Food for the Body is Food for the Soul

on November 15, 2014

Editor’s note: This article was originally published on ReligionToday.com. It is cross-posted with permission.

Sunday morning a few weeks ago was unusual. Duty called my wife who headed for the hospital, leaving me alone early. Friends were coming for dinner and, since I wanted to swing by the supermarket after church, I shuffled through recipes, wrote out a shopping list, and slathered a marinade over an already purchased pork loin. Then I had my devotions, but food was on my mind. Church reinforced it.

The first reading was from Isaiah 25: “On this mountain the LORD of hosts will provide for all peoples a feast of rich food and choice wines, juicy, rich food and pure, choice wines” (v 6). Then came Psalm 23: “You spread the table before me in the sight of my foes; you anoint my head with oil; my cup overflows” (v 5).

St. Paul reminded us, “I know how to live in humble circumstances; I know also how to live with abundance. In every circumstance and in all things I have learned the secret of being well fed and of going hungry, of living in abundance and of being in need” (Philippians 4:12).

Jesus in the Gospel text (Matthew 22:1-14) began, “The kingdom of heaven may be likened to a king who gave a wedding feast for his son” and then we dined together on heavenly food, the Eucharist.

Food, Glorious Food! The Bible is filled with it: forbidden fruit, birthright porridge, Passover lambs, miraculous manna, self-replicating flour and oil, locusts and wild honey, wedding wine, breakfast on the beach, the Savior’s broken body and shed blood, and the Marriage Supper of the Lamb (to which Isaiah 25 points).

While G. K. Chesterton (a man of considerable adiposity) noted, “Poets have been mysteriously silent on the subject of cheese,” he also wrote, “All true friendliness begins with fire and food and drink and the recognition of rain or frost. …Each human soul has in a sense to enact for itself the gigantic humility of the Incarnation. Every man must descend into the flesh to meet mankind.”

It seems to me that Chesterton captured the essence of what all that food is doing in the Scriptures.

Angels and devils are pure spirit, but to be human is to have a body and to relate to other humans, we need to relate bodily, just as Jesus did (and does). Food is a daily—usually a thrice daily—reminder of our embodiment and with it, of the Incarnation of the Son of God.

Having bodies means we need to care for our bodies. So we have to obtain (harvest, hunt, or purchase), prepare, serve, and eat food. In the kitchen and around the table friendliness leading to true friendship happens as we share “fire and food and drink and the recognition of rain or frost,” that is, as we come together in our common physicality.

In a 2009 article entitled, “Faux Friendship” in The Chronicle of Higher Education,” William Deresiewicz noted that social media’s “very premise—and promise—is that it makes our friendship circles visible. There they are, my friends, all in the same place. Except, of course, they’re not in the same place, or, rather, they’re not my friends. They’re simulacra of my friends, little dehydrated packets of images and information, no more my friends than a set of baseball cards is the New York Mets.”

Dehydrated food is among my worst memories of backpacking—and of eating. Just-caught brook trout from a mountain lake, sautéed in butter, and enjoyed with fishing and hiking companions is among my best.

We are physical beings and friendships thrive in physicality. Social media has its uses, but developing genuine friendship isn’t one of them. We have to move beyond social media, come face-to-face and hand-to-hand. Most often food is involved.

“Throughout history,” writes Chef Russell Cronkite in his cookbook Return to Sunday Dinner: The Simple Delight of Family, Friends, and Food, “special meals have come to symbolize special times, and such meals mark our family lives as well: birthday dinners, reunion picnics, weddings, anniversaries. When other details of past events fade, the flavors of the food we shared together linger in the memory.”

Cronkite goes with words that apply to Sunday dinners and to days like Thanksgiving. They “provide us with unhurried hours for enjoying our shared lives—exploring our heritage, remembering the sacrifices of those who made our lives possible, and giving thanks for God’s kindness and blessings.”

Our Sunday dinner party was lovely. Good friendships were made better through companionship, encouragement, love, laughter, prayer, and pork loin with grapes and vegetables. The party ended with happy souls and satisfied bodies just, I believe, what God had in mind.

Jim Tonkowich is past president of the Institute on Religion & Democracy. His new book The Liberty Threat: The Attack on Religious Freedom in America Today is available for Kindle and hard copy from St. Benedict Press.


# TASK BRIEF
Each line below that contains "Sigma" should be counted; give the total alone.

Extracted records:
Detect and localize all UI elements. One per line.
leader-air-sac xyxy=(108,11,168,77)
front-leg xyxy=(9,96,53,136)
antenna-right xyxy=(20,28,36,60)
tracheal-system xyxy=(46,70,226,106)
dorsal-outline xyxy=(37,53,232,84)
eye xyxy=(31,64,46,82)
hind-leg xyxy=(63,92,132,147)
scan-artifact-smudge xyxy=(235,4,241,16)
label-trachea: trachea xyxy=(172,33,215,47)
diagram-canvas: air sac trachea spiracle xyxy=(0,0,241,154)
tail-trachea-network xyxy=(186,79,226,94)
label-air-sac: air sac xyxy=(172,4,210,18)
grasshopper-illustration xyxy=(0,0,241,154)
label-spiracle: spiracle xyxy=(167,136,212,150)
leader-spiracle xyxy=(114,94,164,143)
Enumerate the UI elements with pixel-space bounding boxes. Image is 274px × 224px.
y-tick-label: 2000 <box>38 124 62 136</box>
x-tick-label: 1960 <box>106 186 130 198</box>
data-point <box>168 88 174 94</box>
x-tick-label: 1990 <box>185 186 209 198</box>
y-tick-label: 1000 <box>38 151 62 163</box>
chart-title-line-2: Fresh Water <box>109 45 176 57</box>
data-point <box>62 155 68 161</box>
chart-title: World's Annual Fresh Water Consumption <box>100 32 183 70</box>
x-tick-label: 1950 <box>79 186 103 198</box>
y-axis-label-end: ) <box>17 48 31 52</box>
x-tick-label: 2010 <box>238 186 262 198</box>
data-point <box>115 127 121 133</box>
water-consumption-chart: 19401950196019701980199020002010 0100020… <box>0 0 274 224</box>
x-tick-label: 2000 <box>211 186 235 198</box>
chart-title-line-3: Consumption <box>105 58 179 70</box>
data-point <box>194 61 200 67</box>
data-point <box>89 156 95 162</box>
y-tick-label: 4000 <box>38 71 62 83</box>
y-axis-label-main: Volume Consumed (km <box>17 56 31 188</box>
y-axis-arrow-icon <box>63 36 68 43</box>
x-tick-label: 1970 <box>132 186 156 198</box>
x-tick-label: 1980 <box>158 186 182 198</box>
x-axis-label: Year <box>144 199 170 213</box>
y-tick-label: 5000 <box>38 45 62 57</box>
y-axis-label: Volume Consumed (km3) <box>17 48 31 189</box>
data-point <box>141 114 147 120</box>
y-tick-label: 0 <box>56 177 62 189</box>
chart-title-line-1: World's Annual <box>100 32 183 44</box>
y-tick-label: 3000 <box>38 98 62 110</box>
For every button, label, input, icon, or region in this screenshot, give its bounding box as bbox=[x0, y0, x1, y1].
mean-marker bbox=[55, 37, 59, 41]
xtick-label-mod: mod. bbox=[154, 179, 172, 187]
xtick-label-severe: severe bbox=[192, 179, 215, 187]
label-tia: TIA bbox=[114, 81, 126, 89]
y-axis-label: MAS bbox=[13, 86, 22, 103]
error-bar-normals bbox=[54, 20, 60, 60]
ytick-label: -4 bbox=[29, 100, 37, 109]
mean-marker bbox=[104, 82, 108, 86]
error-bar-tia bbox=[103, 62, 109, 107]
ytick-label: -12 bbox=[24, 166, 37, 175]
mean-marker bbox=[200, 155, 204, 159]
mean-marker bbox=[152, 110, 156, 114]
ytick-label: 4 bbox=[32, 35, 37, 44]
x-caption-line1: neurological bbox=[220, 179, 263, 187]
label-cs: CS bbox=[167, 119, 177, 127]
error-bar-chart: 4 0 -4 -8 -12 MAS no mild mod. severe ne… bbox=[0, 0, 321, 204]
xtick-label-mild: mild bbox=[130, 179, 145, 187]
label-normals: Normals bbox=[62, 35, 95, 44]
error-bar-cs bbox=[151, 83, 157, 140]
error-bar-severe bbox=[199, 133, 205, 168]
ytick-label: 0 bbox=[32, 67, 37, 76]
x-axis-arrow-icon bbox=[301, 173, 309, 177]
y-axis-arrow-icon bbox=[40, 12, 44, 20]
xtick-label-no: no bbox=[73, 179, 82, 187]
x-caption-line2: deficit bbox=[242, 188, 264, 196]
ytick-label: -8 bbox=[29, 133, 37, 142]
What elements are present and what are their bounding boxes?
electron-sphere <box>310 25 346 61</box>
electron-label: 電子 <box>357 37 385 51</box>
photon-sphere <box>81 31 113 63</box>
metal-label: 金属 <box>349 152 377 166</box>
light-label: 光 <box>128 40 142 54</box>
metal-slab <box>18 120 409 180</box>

...

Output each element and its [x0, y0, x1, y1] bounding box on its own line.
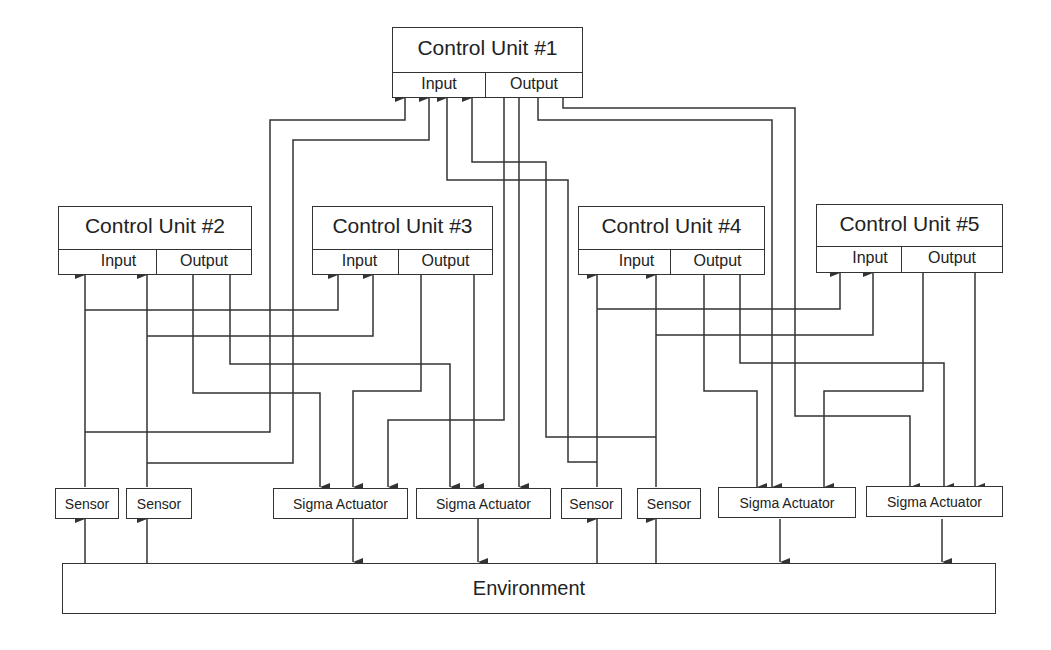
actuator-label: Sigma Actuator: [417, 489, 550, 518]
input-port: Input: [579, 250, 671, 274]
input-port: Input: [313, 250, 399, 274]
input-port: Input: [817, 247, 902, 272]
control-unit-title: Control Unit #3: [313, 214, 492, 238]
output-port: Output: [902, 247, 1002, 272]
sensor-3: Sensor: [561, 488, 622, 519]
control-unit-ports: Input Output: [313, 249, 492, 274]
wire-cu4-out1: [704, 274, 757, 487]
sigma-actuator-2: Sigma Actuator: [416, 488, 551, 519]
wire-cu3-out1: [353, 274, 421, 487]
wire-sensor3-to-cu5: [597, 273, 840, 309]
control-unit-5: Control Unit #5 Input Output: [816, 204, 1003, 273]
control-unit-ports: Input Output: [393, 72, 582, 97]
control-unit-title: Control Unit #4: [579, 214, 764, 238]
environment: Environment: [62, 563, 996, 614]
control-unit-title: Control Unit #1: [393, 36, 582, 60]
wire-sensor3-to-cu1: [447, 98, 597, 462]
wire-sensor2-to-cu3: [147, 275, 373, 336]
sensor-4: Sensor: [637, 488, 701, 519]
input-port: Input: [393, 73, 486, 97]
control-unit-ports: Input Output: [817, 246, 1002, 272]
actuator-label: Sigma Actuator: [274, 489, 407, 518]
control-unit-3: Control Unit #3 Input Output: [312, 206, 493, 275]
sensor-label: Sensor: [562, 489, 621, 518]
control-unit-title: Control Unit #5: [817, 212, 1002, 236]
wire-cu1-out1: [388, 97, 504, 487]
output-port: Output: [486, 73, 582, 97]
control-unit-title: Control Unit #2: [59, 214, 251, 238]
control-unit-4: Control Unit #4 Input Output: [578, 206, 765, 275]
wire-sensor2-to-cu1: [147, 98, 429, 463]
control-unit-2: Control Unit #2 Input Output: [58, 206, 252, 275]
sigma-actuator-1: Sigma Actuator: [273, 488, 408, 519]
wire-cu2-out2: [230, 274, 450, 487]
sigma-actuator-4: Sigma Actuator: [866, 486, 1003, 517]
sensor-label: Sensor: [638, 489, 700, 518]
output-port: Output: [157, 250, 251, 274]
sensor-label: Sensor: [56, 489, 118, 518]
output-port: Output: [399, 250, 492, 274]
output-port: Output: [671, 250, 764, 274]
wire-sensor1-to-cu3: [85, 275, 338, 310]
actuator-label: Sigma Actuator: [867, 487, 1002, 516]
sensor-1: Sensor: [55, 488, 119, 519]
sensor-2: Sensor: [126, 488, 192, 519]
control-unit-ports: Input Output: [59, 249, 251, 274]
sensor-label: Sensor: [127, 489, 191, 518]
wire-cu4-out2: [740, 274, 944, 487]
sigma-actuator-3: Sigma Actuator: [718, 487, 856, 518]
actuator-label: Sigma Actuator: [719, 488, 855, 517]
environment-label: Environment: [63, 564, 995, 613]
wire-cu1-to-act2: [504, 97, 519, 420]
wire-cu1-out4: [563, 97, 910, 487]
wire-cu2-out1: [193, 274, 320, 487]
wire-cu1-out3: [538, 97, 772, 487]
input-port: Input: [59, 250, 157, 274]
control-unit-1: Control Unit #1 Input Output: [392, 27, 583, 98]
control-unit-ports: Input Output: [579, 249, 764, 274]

# ANSWER AREA
8